A one-page business plan condenses your whole business onto a single sheet, usually as a lean canvas of nine boxes: problem, customer segments, unique value proposition, solution, channels, revenue streams, cost structure, key metrics, and unfair advantage. It exists to help you think fast and align a team, not to win a loan. You draft it in an hour, test the idea, and expand to a full plan only when an outside reader has to make a funding decision.
When a single page is the right tool
The one-page format earns its place at the start of an idea and during fast iteration. Use it to pressure-test a concept before you commit, to get co-founders pointing the same direction, or to brief an advisor in two minutes. It is deliberately too small to hide in, which is the point: if the core of the business does not fit on a page, the thinking is not tight yet. What it is not built for is a bank, the SBA, or an investor who needs to underwrite you. For those readers you graduate to the standard business plan format, where the financials and evidence live.
The nine boxes of a lean canvas
The most-used one-page template is Ash Maurya's lean canvas, adapted from the business model canvas for early-stage startups. Each box answers one question in a phrase, not a paragraph:
- Problem. The top one to three problems your customer feels most.
- Customer segments. Who has that problem, and which early adopters you target first.
- Unique value proposition. The single clear promise that says why you are different and worth attention.
- Solution. The smallest thing you can build to address each problem.
- Channels. How you reach customers, the paths to them you can actually use.
- Revenue streams. How you make money and your pricing model.
- Cost structure. The main costs to operate, fixed and variable.
- Key metrics. The few numbers that tell you the business is working.
- Unfair advantage. The thing a competitor cannot easily copy or buy, the hardest box and often blank at first.
Outgrown the one-page version?
When a lender or investor needs the full document, we turn your one-pager into a funding-ready plan with three-year financials. Send your one-pager and we'll quote the full plan.
Request a quoteOne-page plan versus the full plan
The difference is reader and depth, not quality. A one-page plan captures the model and the bets in a form built for speed; the full plan proves them with market research, operations detail, and modeled financials a third party can trust. A useful workflow is to start on the canvas, validate with customers, then write the long version once the boxes stop changing. If you have never built either, our guide to what a business plan is covers the foundation, and how to write a full business plan walks the expansion step by step.
How to write yours without overfilling it
The discipline of the one-page plan is restraint. Write in fragments, not sentences. Put one idea per box and resist the urge to caveat it. Start with the problem and customer boxes, because everything downstream depends on them, and leave the unfair advantage for last since it is the one you usually have to earn. Revisit the whole sheet weekly while the idea is young; the value is in how quickly you can change it when you learn something.
From one page to funded
A one-page plan is where a business becomes legible to you. Turning it into something a lender or investor funds means adding the proof they require, which is the job of a full plan and a credible model. When you reach that point, our business plan writers build the complete document from your canvas, so the thinking you have already done is not lost, just made fundable.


▶ WORK TO BE COMPLETED: Search the records below for the word "labels". Pull out each line that has it.

──────────────────────────────

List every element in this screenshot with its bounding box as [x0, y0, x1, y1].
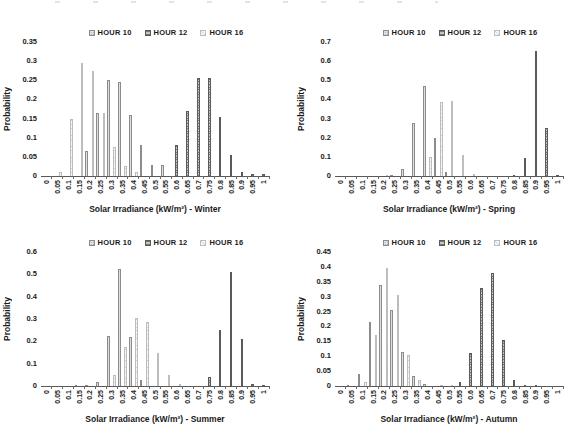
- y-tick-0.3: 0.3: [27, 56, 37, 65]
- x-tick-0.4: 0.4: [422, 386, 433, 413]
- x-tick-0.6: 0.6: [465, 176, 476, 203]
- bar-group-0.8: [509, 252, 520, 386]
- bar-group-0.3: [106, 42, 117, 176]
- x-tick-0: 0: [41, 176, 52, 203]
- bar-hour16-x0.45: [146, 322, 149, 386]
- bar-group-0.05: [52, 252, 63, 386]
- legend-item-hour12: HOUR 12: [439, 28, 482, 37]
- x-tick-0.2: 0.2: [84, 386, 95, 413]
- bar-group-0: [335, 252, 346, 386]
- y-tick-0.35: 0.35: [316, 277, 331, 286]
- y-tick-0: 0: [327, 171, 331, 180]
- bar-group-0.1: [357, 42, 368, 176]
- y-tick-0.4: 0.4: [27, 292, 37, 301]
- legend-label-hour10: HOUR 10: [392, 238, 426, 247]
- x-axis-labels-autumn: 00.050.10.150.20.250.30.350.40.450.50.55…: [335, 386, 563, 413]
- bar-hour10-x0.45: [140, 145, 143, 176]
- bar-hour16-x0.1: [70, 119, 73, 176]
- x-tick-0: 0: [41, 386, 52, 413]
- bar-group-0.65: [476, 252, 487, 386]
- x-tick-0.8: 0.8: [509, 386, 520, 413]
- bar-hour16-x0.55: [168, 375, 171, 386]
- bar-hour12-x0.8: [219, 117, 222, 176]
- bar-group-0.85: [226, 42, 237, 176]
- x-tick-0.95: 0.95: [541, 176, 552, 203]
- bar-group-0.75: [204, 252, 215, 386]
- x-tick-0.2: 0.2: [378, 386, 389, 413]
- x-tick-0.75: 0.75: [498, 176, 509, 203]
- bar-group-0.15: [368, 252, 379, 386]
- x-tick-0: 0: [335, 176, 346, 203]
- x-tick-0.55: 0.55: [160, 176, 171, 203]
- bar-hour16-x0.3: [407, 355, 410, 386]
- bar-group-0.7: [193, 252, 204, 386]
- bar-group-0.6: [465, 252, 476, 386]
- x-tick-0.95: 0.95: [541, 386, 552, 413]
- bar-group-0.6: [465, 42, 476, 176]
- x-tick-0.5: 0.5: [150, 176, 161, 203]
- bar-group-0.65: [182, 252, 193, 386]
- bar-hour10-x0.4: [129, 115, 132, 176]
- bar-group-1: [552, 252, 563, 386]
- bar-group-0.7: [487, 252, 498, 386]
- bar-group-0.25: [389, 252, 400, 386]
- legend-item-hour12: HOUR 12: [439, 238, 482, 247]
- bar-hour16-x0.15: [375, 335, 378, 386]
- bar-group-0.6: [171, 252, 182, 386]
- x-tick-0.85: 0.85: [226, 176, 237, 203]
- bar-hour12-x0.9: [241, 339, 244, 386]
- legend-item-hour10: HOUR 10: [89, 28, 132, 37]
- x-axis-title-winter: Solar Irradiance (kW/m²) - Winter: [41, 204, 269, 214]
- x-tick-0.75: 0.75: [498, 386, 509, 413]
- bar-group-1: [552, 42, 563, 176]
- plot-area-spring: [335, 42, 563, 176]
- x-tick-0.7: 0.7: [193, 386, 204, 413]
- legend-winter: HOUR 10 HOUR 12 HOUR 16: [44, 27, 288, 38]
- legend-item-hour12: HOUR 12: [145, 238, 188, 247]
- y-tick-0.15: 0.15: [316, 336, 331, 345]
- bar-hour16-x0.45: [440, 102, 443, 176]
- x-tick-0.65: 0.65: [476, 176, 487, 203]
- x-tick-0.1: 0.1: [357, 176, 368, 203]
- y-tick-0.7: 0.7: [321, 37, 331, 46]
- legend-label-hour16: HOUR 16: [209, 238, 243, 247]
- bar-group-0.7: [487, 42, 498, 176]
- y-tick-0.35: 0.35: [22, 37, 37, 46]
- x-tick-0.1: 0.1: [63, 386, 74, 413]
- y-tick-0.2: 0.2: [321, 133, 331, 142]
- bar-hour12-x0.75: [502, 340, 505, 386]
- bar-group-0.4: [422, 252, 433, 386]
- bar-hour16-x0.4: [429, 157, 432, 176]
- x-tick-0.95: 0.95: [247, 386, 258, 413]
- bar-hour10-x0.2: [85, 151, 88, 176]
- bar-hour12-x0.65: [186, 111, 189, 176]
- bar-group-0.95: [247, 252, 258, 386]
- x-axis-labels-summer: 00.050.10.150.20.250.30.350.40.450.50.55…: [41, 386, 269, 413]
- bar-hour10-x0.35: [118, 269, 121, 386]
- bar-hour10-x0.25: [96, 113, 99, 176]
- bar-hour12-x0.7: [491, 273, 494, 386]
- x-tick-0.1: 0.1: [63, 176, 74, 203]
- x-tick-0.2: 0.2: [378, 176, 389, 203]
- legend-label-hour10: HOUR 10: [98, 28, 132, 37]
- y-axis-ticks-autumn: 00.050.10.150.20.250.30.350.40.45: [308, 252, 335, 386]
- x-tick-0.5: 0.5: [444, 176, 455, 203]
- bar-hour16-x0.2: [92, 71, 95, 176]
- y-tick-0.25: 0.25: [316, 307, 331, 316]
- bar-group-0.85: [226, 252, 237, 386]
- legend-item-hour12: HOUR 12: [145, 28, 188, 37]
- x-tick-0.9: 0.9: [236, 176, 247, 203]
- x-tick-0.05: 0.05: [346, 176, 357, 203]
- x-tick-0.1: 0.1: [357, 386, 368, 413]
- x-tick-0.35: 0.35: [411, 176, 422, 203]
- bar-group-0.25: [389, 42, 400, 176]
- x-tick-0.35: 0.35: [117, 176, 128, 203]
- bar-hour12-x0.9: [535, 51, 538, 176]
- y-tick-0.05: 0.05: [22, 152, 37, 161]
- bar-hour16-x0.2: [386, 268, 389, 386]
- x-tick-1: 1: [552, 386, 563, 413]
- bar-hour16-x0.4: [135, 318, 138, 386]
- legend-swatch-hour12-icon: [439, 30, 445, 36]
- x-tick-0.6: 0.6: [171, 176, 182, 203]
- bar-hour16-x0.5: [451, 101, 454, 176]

──────────────────────────────

▶ RESULT OF THE EXERCISE:
- x-axis-labels-autumn: 00.050.10.150.20.250.30.350.40.450.50.55…: [335, 386, 563, 413]
- x-axis-labels-summer: 00.050.10.150.20.250.30.350.40.450.50.55…: [41, 386, 269, 413]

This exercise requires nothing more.